All raw datasets displayed or referenced on this website are published by the National Oceanic and Atmospheric Administration (NOAA) Physical Sciences Laboratory.

The exact public records parsed monthly by our software pipeline can be reviewed at the following NOAA web repositories:

Disclaimer: The Boulder Precipitation Tracker is an independent project. It is not affiliated with or endorsed by NOAA, the National Weather Service, or any federal agency. All climatology data remains in the public domain.

2. Architecture

This portal utilizes a Serverless Jamstack model rather than reading from a live database on page load:

Step A:
Automated ETL Pipeline: A Python script runs via GitHub Actions on the 3rd of every month at 08:00 UTC.
Step B:
Data Audit & Calculations: The script cleans the tables, handles missing NOAA fields (e.g., filtering -99.9 placeholders), converts trace amounts, and computes cumulative metrics.
Step C:
Static Build & Edge Distribution: The script commits JSON payloads to the repository, triggering an automated Astro rebuild.

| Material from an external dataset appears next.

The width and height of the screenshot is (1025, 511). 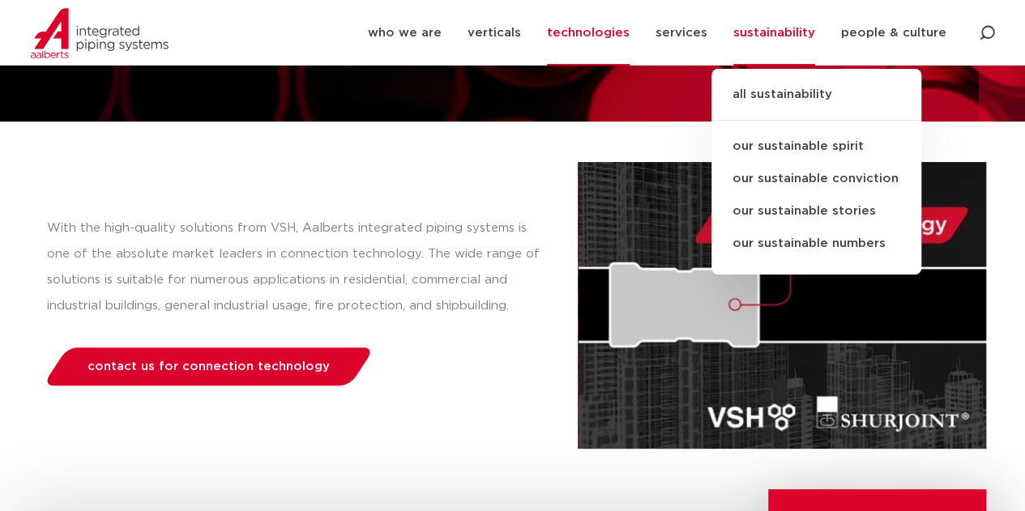 I want to click on a: our sustainable conviction, so click(x=816, y=179).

The static HTML pages are then distributed via Cloudflare Pages.

3. Meteorological Boundaries

To present accurate climatological statistics, our tracker differentiates between standard calendar years, water years, and snow seasons:

  • Calendar Year: Accumulation tracked from January 1 to December 31.
  • Water Year: October 1 to September 30. The standard meteorological unit used by hydrologists to track groundwater recharge and spring snowmelt.
  • Snow Season: July 1 to June 30. This boundary ensures that early autumn and late-season spring storms are grouped within a single continuous winter cycle.